Earl Ellis in France, 1919 |
Having established a personal rapport with Lejeune, Ellis emerged from World War I ready to tackle the general’s next great task: that of confronting the Japanese in the Pacific. Alongside the Navy Department’s broader development of War Plan Orange, Ellis quickly acknowledged the disturbing but unavoidable work that awaited the Corps. To win a contest in the Pacific, the Marines would have to prepare for a succession of concentrated amphibious assaults. As the prescient Ellis well knew, such attacks would be met by fierce and organized Japanese resistance from hardened island positions. In words that would become prophecy, Ellis declared: “The landing will entirely succeed or fail practically on the beach.”
Fatefully, Ellis would not live to see the theoretical battles that he studied with such vigor and diligence. In 1923, he died mysteriously on Palau Island while on a self-appointed reconnaissance mission to study existing Japanese defenses.

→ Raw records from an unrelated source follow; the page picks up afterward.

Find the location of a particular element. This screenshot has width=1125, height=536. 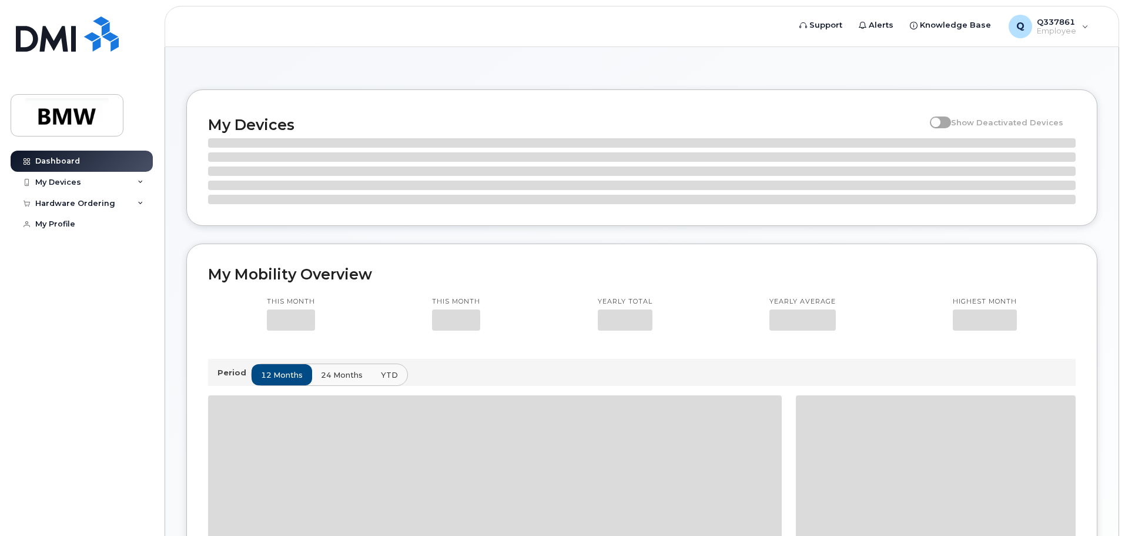

input: Show Deactivated Devices is located at coordinates (935, 116).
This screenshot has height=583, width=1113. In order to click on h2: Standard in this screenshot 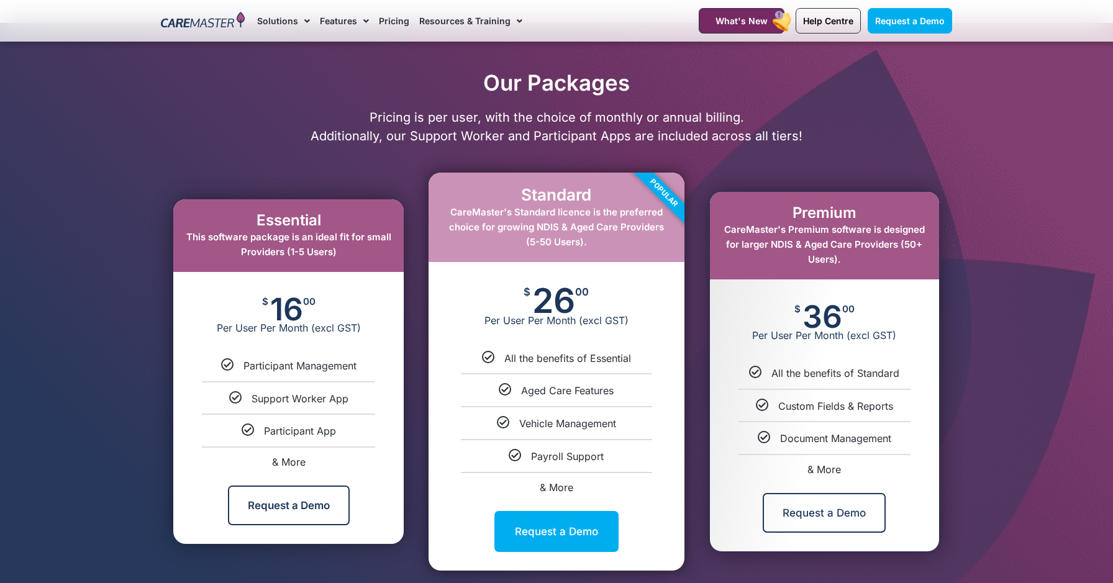, I will do `click(556, 194)`.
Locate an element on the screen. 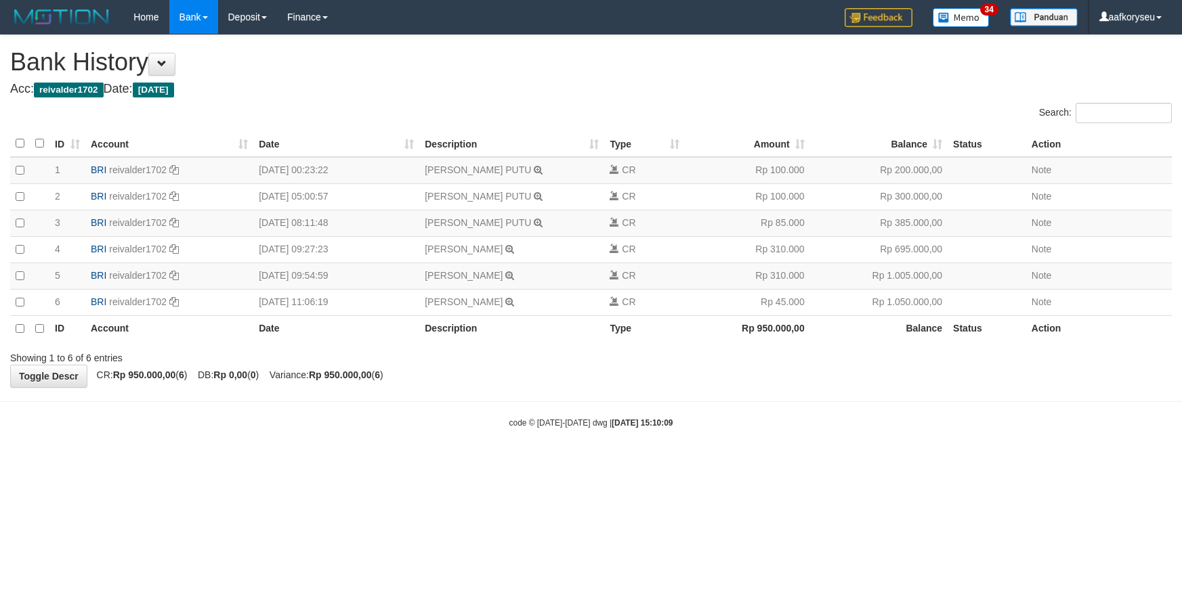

Nonetheless, his capstone research, eventually christened “Operation Plan 712: Advanced Base Operations in Micronesia,” formed the Corps’ interwar foundation of amphibious strategy and doctrine. In part, Ellis’s pioneering work helped advance the rising stature and expectations of the Marines. By 1927, a Navy Department directive specifically assigned amphibious landing operations to the Marine Corps, and in 1933, Navy General Order 241 reorganized the Corps as a Fleet Marine Force.
Marines Heading for Action: World War II |
Through these bold bureaucratic moves—and in large part thanks to the energetic leadership and vision of Lejeune and Ellis—the Service found itself explicitly assigned and structured for its budding amphibious mission.

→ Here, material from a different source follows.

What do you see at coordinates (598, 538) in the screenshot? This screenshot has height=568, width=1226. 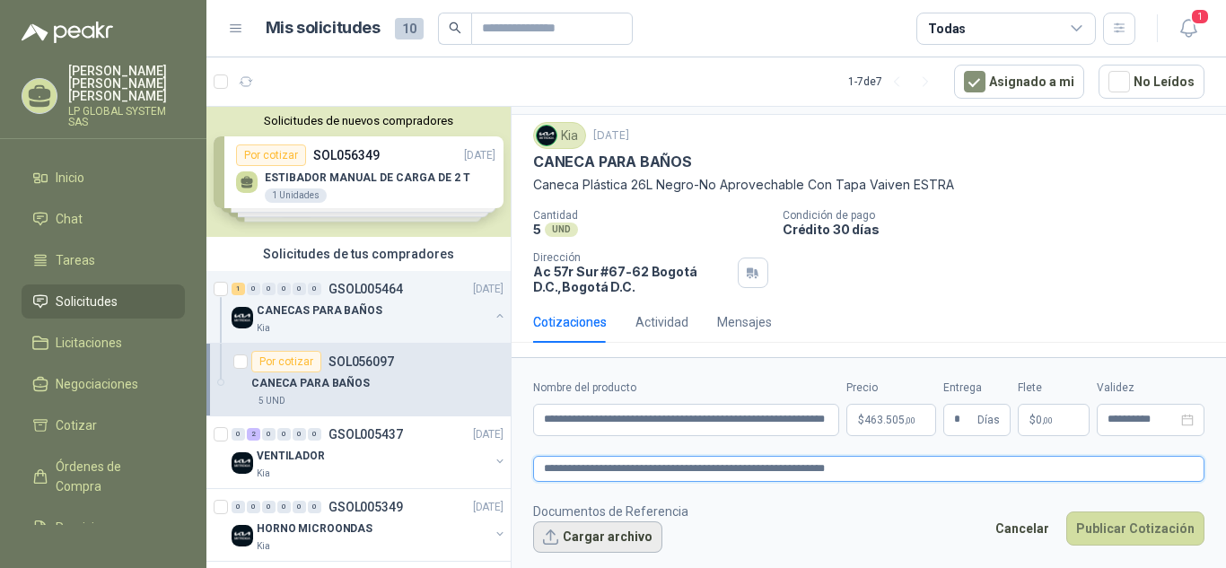 I see `button: Cargar archivo` at bounding box center [598, 538].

Source: "Getting the Shells to Fall Where You Want Them”; Marine Corps History, Summer 2020
I guess I'm not understanding how the experience of WW1 marines (e.g.at Belleau Wood) were subsequently transformed to be WW2 marines (largely, amphibious landing force). Marines today now also have their own air power, and probably many more changes since WW1. It was said (by someone, I don't recall) that Marines are designed to "win battles", and the Army is designed to "win wars". Not sure how true that description holds today.
ReplyDeleteTo add to my comment, my Marine nephew served FOUR years in Afghanistan. Far from the ocean, little air support - not much different than the role the Army should be taking. Had to do killing he regretted (to say the least). Not exactly a role to "win battles". Nothing was truly won there.